High Performance Computing (HPC) clusters in Azure are almost exclusively deployed per Azure Region (ie. East US, South Central US, West Europe, etc). Data gravity usually drives this as your data should be as close to the compute as possible to reduce latency. If a need arises to use a different Region the default answer is to create a new/separate cluster in the Region and manage multiple clusters. This additional management overhead isn't always desired and many customers ask how to create a single cluster that can span multiple Azure regions. This blog will provide an example of how to create a Multi-Region Slurm cluster using Azure CycleCloud (CC).
#FOLLOWING EXAMPLE ASSUMES BOTH VNETS IN SAME RESOURCE GROUP
#CREATE VNET PEERING FROM VNET-1 TO VNET-2
az network vnet peering create -g MyResourceGroup -n VNET1ToVNET2 \
--vnet-name VNET-1 --remote-vnet VNET-2 --allow-vnet-access
#CREATE VNET PEERING FROM VNET-2 TO VNET-1
az network vnet peering create -g MyResourceGroup -n VNET2ToVNET1 \
--vnet-name VNET-2 --remote-vnet VNET-1 --allow-vnet-access
# CREATE PRIVATE DNS ZONE
az network private-dns zone create -g MyResourceGroup \
-n private.ccmr.net
#LINK VNETS TO PRIVATE DNS ZONE
az network private-dns link vnet create -g MyResourceGroup -n CCMRClusterLink1 \
-z private.ccmr.net -v VNET-1 -e true
az network private-dns link vnet create -g MyResourceGroup -n CCMRClusterLink2 \
-z private.ccmr.net -v VNET-2 -e true
Credentials
is the common name of the CC credential in your environment.

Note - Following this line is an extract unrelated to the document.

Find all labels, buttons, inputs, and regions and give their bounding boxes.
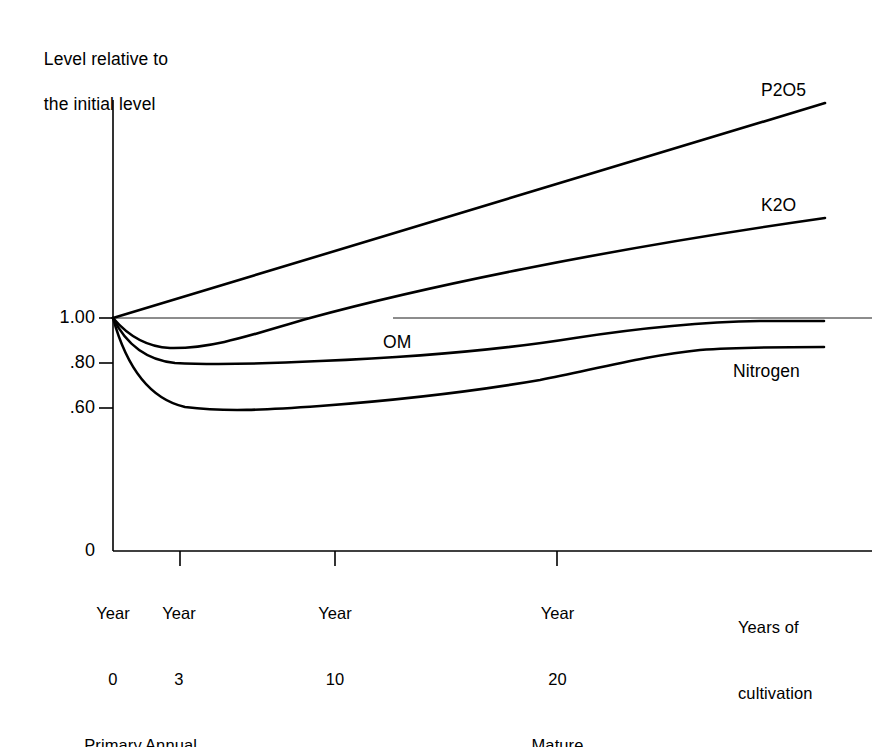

This can be found in your CC GUI or CC CLI command: cyclecloud account listPrimary*
represents the scheduler and HTC partition, whereas Secondary*
represents the HPC partitionPrimarySubnet
,PrimaryRegion
, SecondarySubnet
& SecondaryRegion
*Subnet
is of the format resource-group-name/vnet-name/subnet-name
(the template has a placeholder name)*Region
Name can be found with the azure-cli command az account list-locations -o table
HPCMachineType
, MaxHPCExecuteCoreCount
, HTCMachineType
&MaxHTCExecuteCoreCount
as necessaryprivate.ccmr.net
with your specific Private DNS Zone namecyclecloud import_cluster slurm-multigregion-cluster -c Slurm -f slurm-multiregion-git.txt -p slurm-multiregion-params-min.json
slurm-multigregion-cluster
= a name for the cluster chosen by you (no spaces)-c Slurm
= name of the cluster defined in the template file (ie. line #6)-f slurm-multiregion-git.txt
= file name of the template to upload-p slurm-multiregion-params-min.json
= file name of the parameters file to uploadsbatch mpi.sh
)#!/bin/bash
#SBATCH --job-name=mpiMultiRegion
#SBATCH --partition=hpc
#SBATCH -N 2
#SBATCH -n 120 # 60 MPI processes per node
#SBATCH --chdir /tmp
#SBATCH --exclusive
set -x
source /etc/profile.d/modules.sh
module load mpi/hpcx
echo "SLURM_JOB_NODELIST = " $SLURM_JOB_NODELIST
# Assign the number of processors
NPROCS=$SLURM_NTASKS
#Run the job
mpirun -n $NPROCS --report-bindings echo "hello world!"
mv slurm-${SLURM_JOB_ID}.out $HOME
NOTE: the default Slurm working directory is the path from which the job was submitted, typically the user home directory. As the home directory will likely be in Region1 its important to explicitly set a working dir to something local to Region2. In the above example I set it to the VM local /tmp (#SBATCH --chdir /tmp
) and added a line at the end to move the Slurm output file to the user home directory.
With careful planning and implementation it is possible to create a Slurm Multi-Region cluster with Azure CycleCloud. This blog is not all inclusive and there is likely additional customization required for a customer specific environment, such as adding mounts (ie. datasets) specific to the workflow in Region2.